Cinema history shows that actors are remembered less for effort or scale and more for characters that endure. Audiences may admire box office numbers and opening weekends, but what lasts are stories and roles that stay alive in memory. From that perspective, the post-Baahubali career of Prabhas invites an honest question – beyond one landmark role, what do audiences truly remember?
Nearly a decade after their release, Baahubali: The Beginning and Baahubali: The Conclusion remain the defining reference point of Prabhas’s career. Their success cannot be explained by scale alone. What made those films resonate was a clear narrative arc and a hero whose emotional journey was easy to follow. Duty, sacrifice, betrayal, and redemption were not buried under spectacle. They were the spectacle.
A crucial factor was direction. Under S. S. Rajamouli, Prabhas was part of a tightly controlled narrative machine where character came before star image. He did not need to compensate for weak writing or unclear motivations. The story carried him forward. Ironically, that success created the conditions for what followed.
After Baahubali, Prabhas was elevated into a ‘pan-India star’ almost overnight. Budgets expanded. Marketing grew louder. Each new film was positioned as an event meant to rival or replicate the Baahubali phenomenon. But this expectation ignored a basic truth – scale can attract attention, but it cannot manufacture memory.
Several post-Baahubali films attempted to capitalize on Prabhas’s expanded reach, yet few left a lasting cultural impression. While some performed well initially or generated short-term buzz, they struggled with recall. Audiences might remember action sequences or visual moments, but often not the character or the story itself. This points to a consistent issue: a lack of arresting narrative.
In many of these films, Prabhas’s screen presence feels designed around stillness, physicality, and grandeur. The roles demand posture more than personality. Over time, this sameness dulls impact. When every character is constructed to look powerful, power itself loses meaning.
This concern becomes sharper with the upcoming The Raja Saab. Based on its trailer, the film leans heavily into exaggerated humour, visual effects, and genre chaos. In theory, this should have been an opportunity. A horror-comedy format could have allowed Prabhas to loosen his image, embrace irony, and reconnect with a more playful screen persona.
Instead, the promotional material raises doubts. The trailer offers spectacle without clarity. It does not establish a strong narrative hook or a compelling emotional journey. Who is this character beyond surface eccentricity? What is at stake? What drives the story forward? These are basic narrative questions that remain unanswered.
The problem here is not absurdity or fantasy. Indian cinema has always embraced exaggeration when it is anchored in story. The issue is intent. Without a clear narrative spine, visual excess becomes disposable. Audiences may be momentarily entertained, but the experience fades quickly.
This matters more for Prabhas than for most actors. At his current stature, each film does more than stand on its own. It adds to a pattern. When multiple projects rely on scale to compensate for thin storytelling, the actor risks being associated with noise rather than meaning.
Frankly speaking, this is not a verdict on Prabhas’s ability. His earlier career showed a performer capable of ease, vulnerability, and charm. What appears missing now is not talent, but characters written with enough depth to demand those qualities.
It is possible that The Raja Saab offers more narrative substance than its trailer suggests. Films can surprise, and marketing often misrepresents tone. But skepticism is not cynicism. It is a response to repetition.
Until Prabhas is given another role that places story above spectacle, Baahubali will continue to define his legacy. Not because audiences refuse to move on, but because they have not yet been given a reason to.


▶ Exercise requirements: Determine the number of lines in the following entries that hold the word "Premenopausal". Give only that number.

===== Data records =====

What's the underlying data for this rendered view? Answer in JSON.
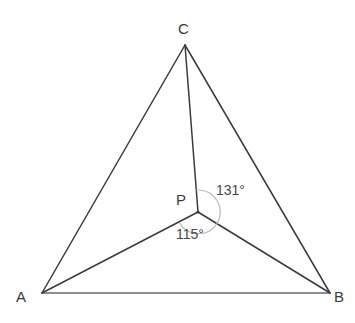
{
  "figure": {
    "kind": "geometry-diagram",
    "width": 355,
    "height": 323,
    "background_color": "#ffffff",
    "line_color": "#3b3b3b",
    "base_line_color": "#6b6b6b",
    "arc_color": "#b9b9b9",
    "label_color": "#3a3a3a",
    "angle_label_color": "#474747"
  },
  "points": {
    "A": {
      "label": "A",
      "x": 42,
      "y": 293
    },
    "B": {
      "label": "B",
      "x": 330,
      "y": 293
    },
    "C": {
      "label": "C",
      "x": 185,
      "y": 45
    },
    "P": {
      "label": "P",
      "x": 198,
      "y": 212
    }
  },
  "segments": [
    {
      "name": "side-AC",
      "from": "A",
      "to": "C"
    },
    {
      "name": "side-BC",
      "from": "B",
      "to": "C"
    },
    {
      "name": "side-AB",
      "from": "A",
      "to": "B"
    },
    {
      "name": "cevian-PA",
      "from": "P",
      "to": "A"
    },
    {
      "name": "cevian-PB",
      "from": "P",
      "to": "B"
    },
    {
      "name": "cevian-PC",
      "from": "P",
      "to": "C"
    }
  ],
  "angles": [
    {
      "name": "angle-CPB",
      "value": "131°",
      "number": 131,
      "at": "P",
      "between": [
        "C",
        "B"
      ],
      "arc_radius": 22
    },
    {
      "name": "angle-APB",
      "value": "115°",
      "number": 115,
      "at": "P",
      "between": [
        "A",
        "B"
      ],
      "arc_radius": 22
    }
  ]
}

=====
===== Data records =====

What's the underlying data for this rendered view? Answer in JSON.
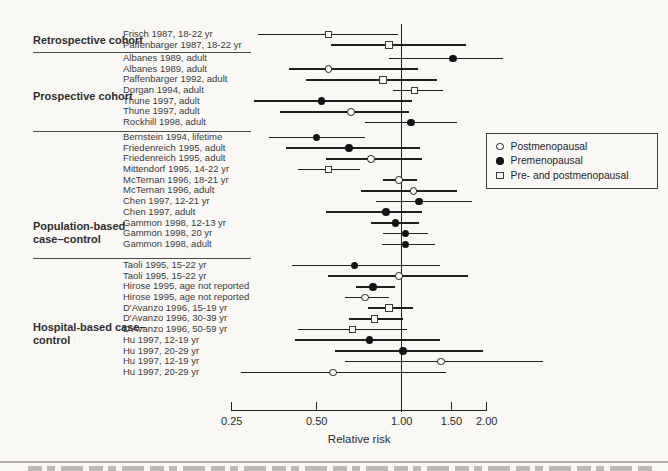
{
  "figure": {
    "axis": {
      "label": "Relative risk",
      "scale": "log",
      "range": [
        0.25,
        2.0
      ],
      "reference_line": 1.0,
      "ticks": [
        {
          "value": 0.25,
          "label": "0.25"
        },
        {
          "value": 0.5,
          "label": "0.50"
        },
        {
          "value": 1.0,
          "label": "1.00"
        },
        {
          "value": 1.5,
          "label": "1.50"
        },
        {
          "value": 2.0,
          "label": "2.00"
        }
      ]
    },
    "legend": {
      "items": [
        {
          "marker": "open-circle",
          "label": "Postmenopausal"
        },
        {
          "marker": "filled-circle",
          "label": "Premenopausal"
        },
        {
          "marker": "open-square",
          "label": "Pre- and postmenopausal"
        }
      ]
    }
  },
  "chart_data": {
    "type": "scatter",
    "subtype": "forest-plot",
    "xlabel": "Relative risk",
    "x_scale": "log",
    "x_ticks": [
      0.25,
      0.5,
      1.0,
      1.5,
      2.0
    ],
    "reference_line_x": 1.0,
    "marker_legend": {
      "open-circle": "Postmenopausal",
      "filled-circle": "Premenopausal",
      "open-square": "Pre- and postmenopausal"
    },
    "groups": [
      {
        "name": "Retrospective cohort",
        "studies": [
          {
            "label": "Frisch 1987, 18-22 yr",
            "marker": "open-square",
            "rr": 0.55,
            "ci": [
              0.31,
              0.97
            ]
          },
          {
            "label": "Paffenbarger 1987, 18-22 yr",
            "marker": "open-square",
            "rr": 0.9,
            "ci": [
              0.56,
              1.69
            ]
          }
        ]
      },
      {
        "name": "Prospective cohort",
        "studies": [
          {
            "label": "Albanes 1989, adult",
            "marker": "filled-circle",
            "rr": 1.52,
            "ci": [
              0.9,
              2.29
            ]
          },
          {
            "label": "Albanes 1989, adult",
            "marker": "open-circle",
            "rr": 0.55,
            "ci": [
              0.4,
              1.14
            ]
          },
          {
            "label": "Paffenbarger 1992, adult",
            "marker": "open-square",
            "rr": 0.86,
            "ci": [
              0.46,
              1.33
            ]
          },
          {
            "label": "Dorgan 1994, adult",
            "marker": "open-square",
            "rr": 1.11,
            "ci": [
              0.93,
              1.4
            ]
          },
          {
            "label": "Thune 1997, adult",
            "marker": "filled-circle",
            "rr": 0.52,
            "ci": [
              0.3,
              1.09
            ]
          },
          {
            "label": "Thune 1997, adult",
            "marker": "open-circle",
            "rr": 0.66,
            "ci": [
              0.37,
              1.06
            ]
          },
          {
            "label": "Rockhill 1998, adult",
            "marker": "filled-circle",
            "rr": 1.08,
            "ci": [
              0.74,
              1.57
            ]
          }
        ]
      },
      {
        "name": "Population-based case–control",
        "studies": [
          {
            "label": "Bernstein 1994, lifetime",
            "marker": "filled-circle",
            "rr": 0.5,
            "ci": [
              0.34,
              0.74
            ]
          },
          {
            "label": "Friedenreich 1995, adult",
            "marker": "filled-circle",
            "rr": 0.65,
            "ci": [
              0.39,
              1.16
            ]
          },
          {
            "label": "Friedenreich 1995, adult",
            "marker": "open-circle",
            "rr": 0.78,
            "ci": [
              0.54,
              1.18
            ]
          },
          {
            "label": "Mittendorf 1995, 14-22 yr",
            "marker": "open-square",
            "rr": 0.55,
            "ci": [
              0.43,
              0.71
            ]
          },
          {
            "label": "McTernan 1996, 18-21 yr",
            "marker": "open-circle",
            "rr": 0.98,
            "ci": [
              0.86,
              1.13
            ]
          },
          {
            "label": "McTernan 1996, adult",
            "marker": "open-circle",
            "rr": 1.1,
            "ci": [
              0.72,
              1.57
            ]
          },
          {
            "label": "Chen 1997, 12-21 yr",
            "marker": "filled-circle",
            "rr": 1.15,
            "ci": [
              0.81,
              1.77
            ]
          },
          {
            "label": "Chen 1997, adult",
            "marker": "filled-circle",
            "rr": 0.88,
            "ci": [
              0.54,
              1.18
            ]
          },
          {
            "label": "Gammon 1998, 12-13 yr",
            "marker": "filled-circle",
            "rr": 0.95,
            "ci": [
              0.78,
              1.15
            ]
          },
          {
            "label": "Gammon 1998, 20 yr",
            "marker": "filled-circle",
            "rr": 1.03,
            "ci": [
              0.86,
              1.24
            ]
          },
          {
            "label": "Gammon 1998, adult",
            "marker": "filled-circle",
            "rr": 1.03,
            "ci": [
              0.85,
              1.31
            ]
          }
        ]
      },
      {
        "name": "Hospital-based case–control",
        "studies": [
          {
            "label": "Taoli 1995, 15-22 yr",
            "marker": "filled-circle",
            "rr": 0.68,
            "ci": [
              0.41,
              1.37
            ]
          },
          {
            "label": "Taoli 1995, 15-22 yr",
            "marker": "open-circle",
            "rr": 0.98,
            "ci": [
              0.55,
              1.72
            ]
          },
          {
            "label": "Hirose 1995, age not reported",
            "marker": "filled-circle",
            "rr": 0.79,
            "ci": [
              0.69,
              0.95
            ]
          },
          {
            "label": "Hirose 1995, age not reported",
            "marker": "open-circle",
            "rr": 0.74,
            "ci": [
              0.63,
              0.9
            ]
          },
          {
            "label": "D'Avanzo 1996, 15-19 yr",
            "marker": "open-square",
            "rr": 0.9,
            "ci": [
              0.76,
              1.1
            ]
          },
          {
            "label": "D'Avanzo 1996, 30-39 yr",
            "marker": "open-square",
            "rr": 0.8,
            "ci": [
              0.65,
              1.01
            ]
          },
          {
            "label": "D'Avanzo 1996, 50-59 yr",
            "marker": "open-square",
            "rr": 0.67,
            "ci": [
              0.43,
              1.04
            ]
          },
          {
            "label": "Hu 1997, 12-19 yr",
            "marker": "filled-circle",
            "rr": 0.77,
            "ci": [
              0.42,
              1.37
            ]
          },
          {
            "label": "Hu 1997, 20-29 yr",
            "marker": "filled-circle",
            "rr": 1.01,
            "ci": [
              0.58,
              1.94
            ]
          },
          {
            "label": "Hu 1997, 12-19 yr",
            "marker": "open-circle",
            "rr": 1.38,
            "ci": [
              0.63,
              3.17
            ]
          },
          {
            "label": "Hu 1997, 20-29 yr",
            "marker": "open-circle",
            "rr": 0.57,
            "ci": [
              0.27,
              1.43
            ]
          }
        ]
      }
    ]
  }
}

=====
===== Data records =====

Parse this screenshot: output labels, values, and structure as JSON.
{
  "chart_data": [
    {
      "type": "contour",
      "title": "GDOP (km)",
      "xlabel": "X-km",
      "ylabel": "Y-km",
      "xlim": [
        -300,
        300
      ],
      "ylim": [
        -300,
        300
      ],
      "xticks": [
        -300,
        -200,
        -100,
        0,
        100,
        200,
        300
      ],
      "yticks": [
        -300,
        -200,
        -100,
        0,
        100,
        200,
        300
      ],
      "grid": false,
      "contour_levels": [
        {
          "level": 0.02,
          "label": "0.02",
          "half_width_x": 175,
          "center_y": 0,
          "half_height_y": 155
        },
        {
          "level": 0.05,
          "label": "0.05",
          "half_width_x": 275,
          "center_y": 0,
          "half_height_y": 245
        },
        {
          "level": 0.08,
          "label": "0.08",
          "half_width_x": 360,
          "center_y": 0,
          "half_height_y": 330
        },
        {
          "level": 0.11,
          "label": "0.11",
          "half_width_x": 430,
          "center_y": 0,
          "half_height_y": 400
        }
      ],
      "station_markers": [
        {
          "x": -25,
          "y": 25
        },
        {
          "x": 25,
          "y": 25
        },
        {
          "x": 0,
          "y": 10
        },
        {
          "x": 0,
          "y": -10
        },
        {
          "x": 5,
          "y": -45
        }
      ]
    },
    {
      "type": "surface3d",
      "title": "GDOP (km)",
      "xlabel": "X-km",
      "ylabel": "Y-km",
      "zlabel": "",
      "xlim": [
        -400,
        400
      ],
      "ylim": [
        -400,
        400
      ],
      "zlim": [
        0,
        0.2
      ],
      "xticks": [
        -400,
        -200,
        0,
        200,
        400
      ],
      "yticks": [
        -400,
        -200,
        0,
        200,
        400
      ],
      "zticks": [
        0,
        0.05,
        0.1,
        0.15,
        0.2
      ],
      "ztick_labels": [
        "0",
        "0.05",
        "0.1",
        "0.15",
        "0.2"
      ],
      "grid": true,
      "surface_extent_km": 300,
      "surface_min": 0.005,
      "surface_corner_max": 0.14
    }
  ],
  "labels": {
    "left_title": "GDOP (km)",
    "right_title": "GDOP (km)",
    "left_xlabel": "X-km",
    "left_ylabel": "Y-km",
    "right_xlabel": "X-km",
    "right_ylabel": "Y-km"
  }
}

=====

▶ Output below: 2